Especially since *internally* most new-style classes do this for all of the built-in operations (operations for which there is a function pointer slot in the type struct or one of its extensions). This is different from old-style classes: a classic *instance* can overload (nearly) any special method by having an instance attribute, e.g. __add__; but this is not supported for new-style instances.
__reduce__ as a class method would allow to explicitly spell that I want to reduce the instance x of class C.
x.__class__.__reduce__(x)
While, in contrast
x.__class__.__reduce__(x.thing)
would spell that I want to reduce the "thing" property of the x instance of C.
While
x.__class__.__reduce__(C.thing) # would be the same as C.__reduce__(C.thing)
which would reduce the class method "thing" of C, or the class property of C, or whatsoever of class C.
You've lost me here. How does x.__class__.__reduce__ (i.e., C.__reduce__) tell the difference between x and x.thing and C.thing???
I could envision a small extension to the __reduce__ protocol, by providing an optional parameter, which would open these new ways, and all pickling questions could be solved, probably. This is so, since we can find out whether __reduce__ is a class method or not. If it is just an instance method (implictly bound), it behaves as today. If it is a class method, is takes a parameter, and then it can find out whether to pickle a class, instance, class property or an instance property.
Well, I hope. The above was said while being in bed with 39° Celsius, so don't put my words on the assay-balance.
I sure don't understand it. If you really want this, please sit down without a fever and explain it with more examples and a clarification of what you want to change, and how. [...]

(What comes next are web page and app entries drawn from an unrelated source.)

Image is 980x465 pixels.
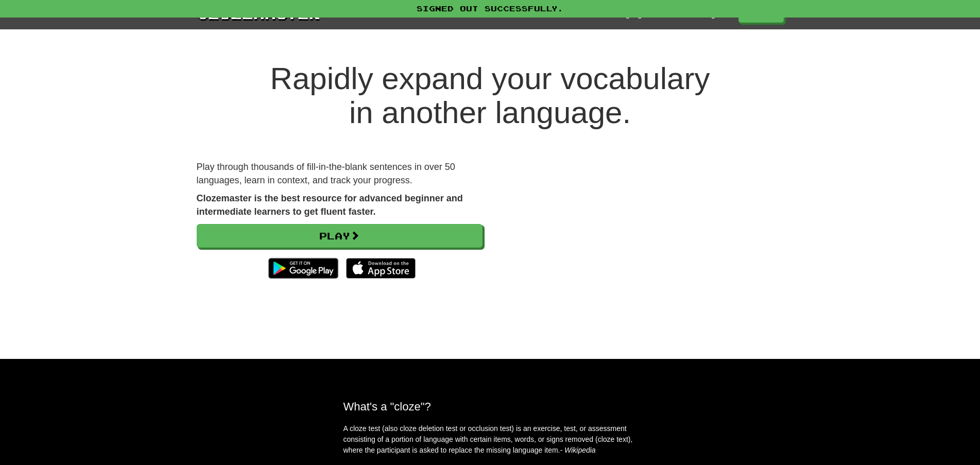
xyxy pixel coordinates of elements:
[561,446,596,454] em: - Wikipedia
[343,423,638,456] p: A cloze test (also cloze deletion test or occlusion test) is an exercise, test, or assessment con...
[343,400,638,412] h2: What's a "cloze"?
[197,161,483,187] p: Play through thousands of fill-in-the-blank sentences in over 50 languages, learn in context, and...
[263,252,343,284] img: Get it on Google Play
[197,224,483,248] a: Play
[346,258,416,278] img: Download_on_the_App_Store_Badge_US-UK_135x40-25178aeef6eb6b83b96f5f2d004eda3bffbb37122de64afbaef7...
[197,193,463,216] strong: Clozemaster is the best resource for advanced beginner and intermediate learners to get fluent fa...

Until now, I only had to change traceback.c and iterator.c, since these don't export enough of their structures to patch things from outside. If at some point somebody might decide that some of this support code makes sense for the main distribution, things should of couzrse move to where they belong.
Do you realize that (in C code) you can always get at a type object if you can create an instance of it, and then you can patch the type object just fine? [...]
What I want to do at some time is to change cPickle to use a non-recursive implementation. (Ironically, the Python pickle engine *is* non-recursive, if it is run under Stackless). So, if I would hack at cPickle at all, I would probably do the big big change, and that would be too much to get done in reasonable time. That's why I decided to stay small and just chime a few __reduce__ thingies in, for the time being. Maybe this was not the best way, I don't know.
What's the reason for wanting to make cPickle non-recursive? [...]
Right. probably, I will get into trouble with pickling unbound class methods. Maybe I would just ignore this. Bound class methods do appear in my Tasklet system and need to get pickled. Unbound methods are much easier to avoid and probably not worth the effort. (Yes, tomorrow I will be told that it *is* :-)
Unbound methods have the same implementation as bound methods -- they have the same type, but im_self is None (NULL at the C level). So you should be able to handle this easily. (Unbound methods are not quite the same as bare functions; the latter of course are pickled by reference, like classes.) [...]
That means, for Py 2.2 and 2.3, my current special case for __reduce__ is exactly the way to go, since it doesn't change any semantics but for __reduce__, and in 2.4 I just drop these three lines? Perfect!